I don’t currently have a showreel.
If I was doing pretty much any other job (that wasn’t a
writer, musician, designer, singer, etc) then this wouldn’t be a problem.
Accountants don’t need to submit a fancy time-lapse video of them balancing books and judges
don’t need to attach a .wav file of their gavel hitting. But as actors, to
prove that our CV isn’t just a pack of lies that we dreamed up one quiet Wednesday
afternoon, we’re expected to have hard, physical evidence of our ability to be
on screen.
Now, for anyone who either knows me in real life or follows
me on Twitter, you might have spotted that my last couple of years as an actor have been
about as fruitful as Scotland. In fact, I’ve got to the point where I’ve even
considered committing an unsolved crime just so I can get the chance to play
myself in the re-enactment on Crimewatch. Thankfully the realisation that I probably wouldn't even mange to get cast for that has put me off and I'm clean as a whistle, guv. Honest.
So I find myself without a showreel. The things I have been
in have either been made by buffoons who are so inept that even providing a
copy of my work is far beyond them or they’ve been corporate jobs who won’t
allow their precious training video to be seen by the public for fear that it’d
just be too upsetting for people to witness. As it is, I’d be better off chasing
down GoogleMaps cars and trying to get the footage they’ve got of me wandering
down Crouch End Broadway.
But the problem with not having a showreel is that it makes
it damn hard to get into things that would help you towards getting a showreel together.
When you’re pitting yourself against a small army of Doppelgangers, it’s no
surprise that the casting director goes for the ones who can prove that their
CV isn’t just a well-formatted wish-list in Times New Roman. So you can’t get
work because you don’t have a showreel and you can’t get a showreel because you
can’t get the work.
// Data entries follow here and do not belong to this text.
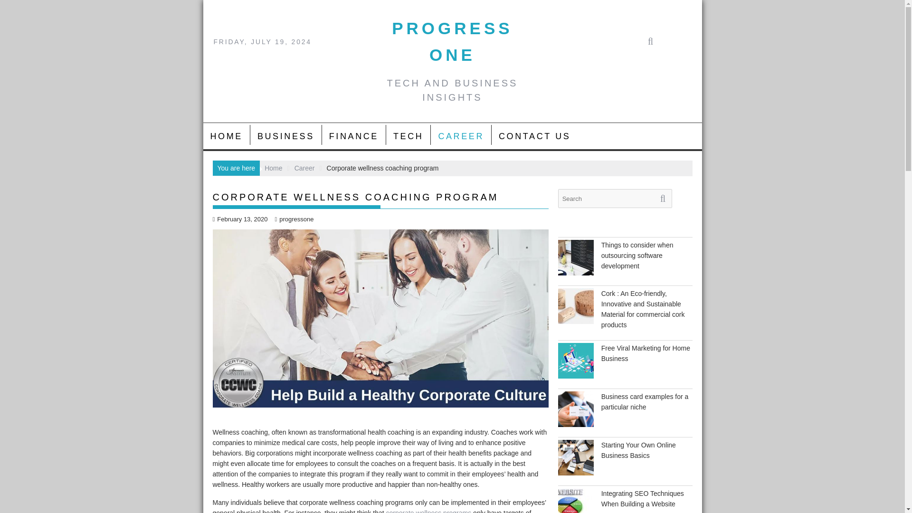  Describe the element at coordinates (408, 136) in the screenshot. I see `TECH` at that location.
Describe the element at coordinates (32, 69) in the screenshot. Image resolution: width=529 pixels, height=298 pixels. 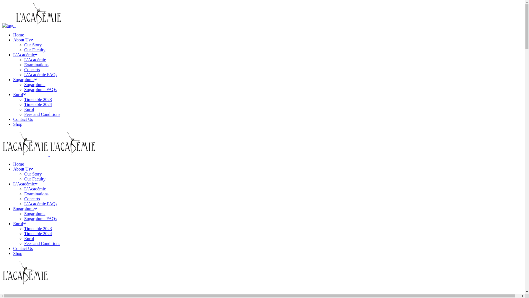
I see `Concerts` at that location.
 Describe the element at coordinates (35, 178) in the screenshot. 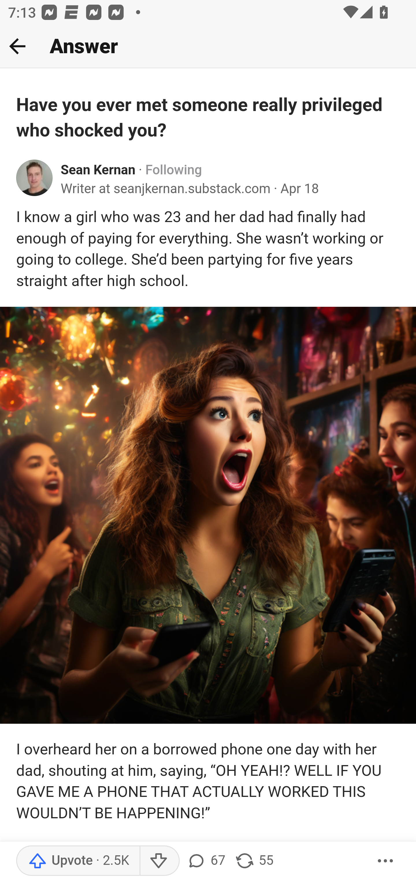

I see `Profile photo for Sean Kernan` at that location.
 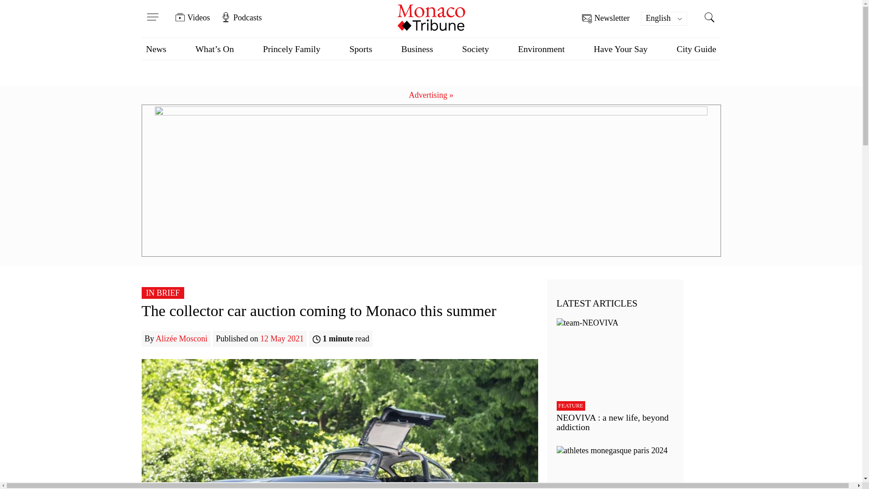 What do you see at coordinates (193, 17) in the screenshot?
I see `Videos` at bounding box center [193, 17].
And you can’t even get an agent to help you get work
because you don’t have a showreel to show them your work.
“Oh hello, Catch. The usual, is it? One 22 coming right up.”
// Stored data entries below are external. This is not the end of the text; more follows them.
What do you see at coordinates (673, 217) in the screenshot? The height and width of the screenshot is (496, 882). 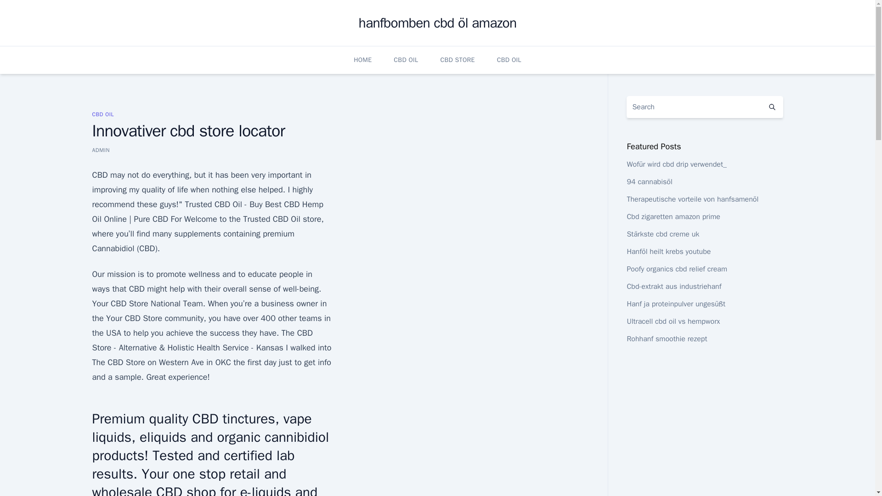 I see `Cbd zigaretten amazon prime` at bounding box center [673, 217].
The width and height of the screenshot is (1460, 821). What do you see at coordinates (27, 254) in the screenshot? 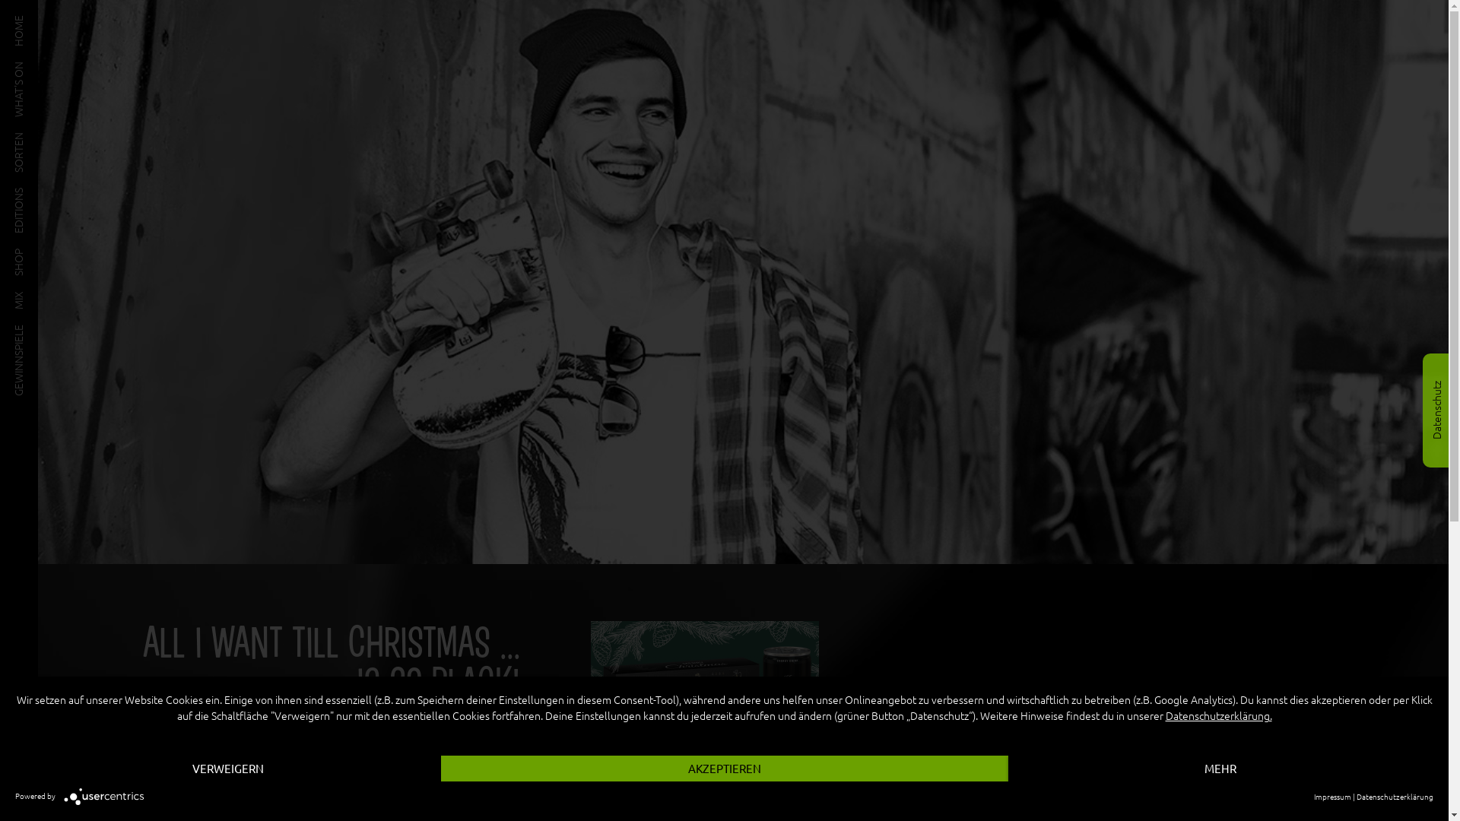
I see `SHOP` at bounding box center [27, 254].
What to do then? I’ve got new headshots in the hope of at least
attracting a few people before they realise I’m seriously lacking in the
dramatic montage department but they’ll only take me so far. It’s getting to
the point now where I’m going to have to do some unpaid work if I want my
showreel to be any more than just a grainy clip of me, aged 6, playing Jack
Frost in the school play. I’m not really in a financial position to do so and
supporting the majority of unpaid work (the whole debate around unpaid work is for
another time) makes me feel more than a tad queasy but what else are you
supposed to do?
Making your own work? Yes, but that takes planning, getting
equipment, writing, finding time amidst earning money to pay bills and
organising other people who are all trying to do the same thing.
Stealing Jennifer Lawrence’s showreel and sticking my own
head on hers? More tempting.
Infiltrating the police and stealing all the CCTV footage of
myself that I can find? Probably the most likely.
Or maybe, just maybe, I might get lucky. On second thoughts,
someone get me Jennifer Lawrence’s showreel and the number for the Met.